Kill Your Timid Notion on Tour
In 2008 we toured our Kill Your Timid Notion festival of experimental sound and image to London, Bristol and Glasgow, bringing audiences a taste of the previous 5 festival editions.
Arika have been creating events since 2001. The Archive is space to share the documentation of our work, over 600 events from the past 20 years. Browse the archive by event, artists and collections, explore using theme pairs, or use the index for a comprehensive overview.
In 2008 we toured our Kill Your Timid Notion festival of experimental sound and image to London, Bristol and Glasgow, bringing audiences a taste of the previous 5 festival editions.
A series of events organised by the Vogue’ology collective from the House Ballroom community in New York grounded in the scenes history of autonomous, self-organised struggle and a shared investment in collective art practices and how those intersect with the multiple and often divergent struggles for freedom.
A trio of Tamio’s screaming and immovable slabs of sound; Mico’s dance/ performance/ piano; Fritz’s absurd, flailing percussion/ voice.
A kind of performed installation of searing noise and silence, where we’re not sure who the performer is, when it starts or ends or even who it’s for.
An extravagant debauch of huge pianos, plush toys, cognac and ritual.
Investigating the border between the audible and the visible means looking at the margins, the edges of creativity where artists test out new boundaries and define them anew.
Improvising using nothing so much as the passage of time as his instrument, Basinski creates works of great melancholic depth and fragile beauty.
Sonic ‘observations’ of the world, through micro recordings on a tiny scale and transformed into something musically compelling.

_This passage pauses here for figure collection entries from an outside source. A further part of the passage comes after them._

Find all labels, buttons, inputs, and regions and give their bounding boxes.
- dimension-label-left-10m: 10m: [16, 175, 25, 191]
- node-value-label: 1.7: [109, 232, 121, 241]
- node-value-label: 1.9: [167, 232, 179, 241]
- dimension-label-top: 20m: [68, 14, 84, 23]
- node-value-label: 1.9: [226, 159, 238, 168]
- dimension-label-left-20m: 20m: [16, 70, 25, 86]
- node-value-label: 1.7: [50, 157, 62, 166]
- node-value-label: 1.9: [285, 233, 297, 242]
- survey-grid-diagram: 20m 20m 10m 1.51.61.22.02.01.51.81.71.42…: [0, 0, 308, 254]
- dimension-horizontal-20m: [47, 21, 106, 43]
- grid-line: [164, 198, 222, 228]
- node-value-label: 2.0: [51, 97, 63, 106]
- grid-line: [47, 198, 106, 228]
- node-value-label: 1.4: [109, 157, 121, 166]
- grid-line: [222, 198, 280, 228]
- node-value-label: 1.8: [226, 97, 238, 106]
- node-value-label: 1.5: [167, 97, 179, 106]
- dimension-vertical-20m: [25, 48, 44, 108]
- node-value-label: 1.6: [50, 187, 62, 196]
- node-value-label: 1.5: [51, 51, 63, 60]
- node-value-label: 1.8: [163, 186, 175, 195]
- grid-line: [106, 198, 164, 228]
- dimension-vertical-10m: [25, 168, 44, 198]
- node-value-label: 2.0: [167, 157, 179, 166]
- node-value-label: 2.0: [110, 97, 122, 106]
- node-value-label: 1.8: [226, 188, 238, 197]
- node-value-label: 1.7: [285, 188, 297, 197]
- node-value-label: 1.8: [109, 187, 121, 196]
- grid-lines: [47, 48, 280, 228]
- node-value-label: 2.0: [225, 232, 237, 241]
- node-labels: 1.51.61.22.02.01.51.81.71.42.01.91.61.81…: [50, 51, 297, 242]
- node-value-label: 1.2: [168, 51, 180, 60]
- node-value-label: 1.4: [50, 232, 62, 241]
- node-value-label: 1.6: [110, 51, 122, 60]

How might two of the great musicians working within contrasting traditions of freedom collaborate? What might this produce: musically, socially, allegorically?
Renouncing the bind of the written word, Chopin’s sound poetry is a magical evocation of the pure powers of the voices, stripped bare of language.
Coming to us from Taipei, Yo-Yo sends us elsewhere while bringing us back with her to the timezone of tomorrow. A dancer, media artist, and choreographer who makes multi-dimensions and realms, Lin’s amplification of energies and connections across bodies devolves the separations we are taught to abide.
Thinking against the monoculturalism of Western thought—of faith, affection, sexuality and gender—which completely lacks any utility to, or descriptive value of Indigenous worldviews.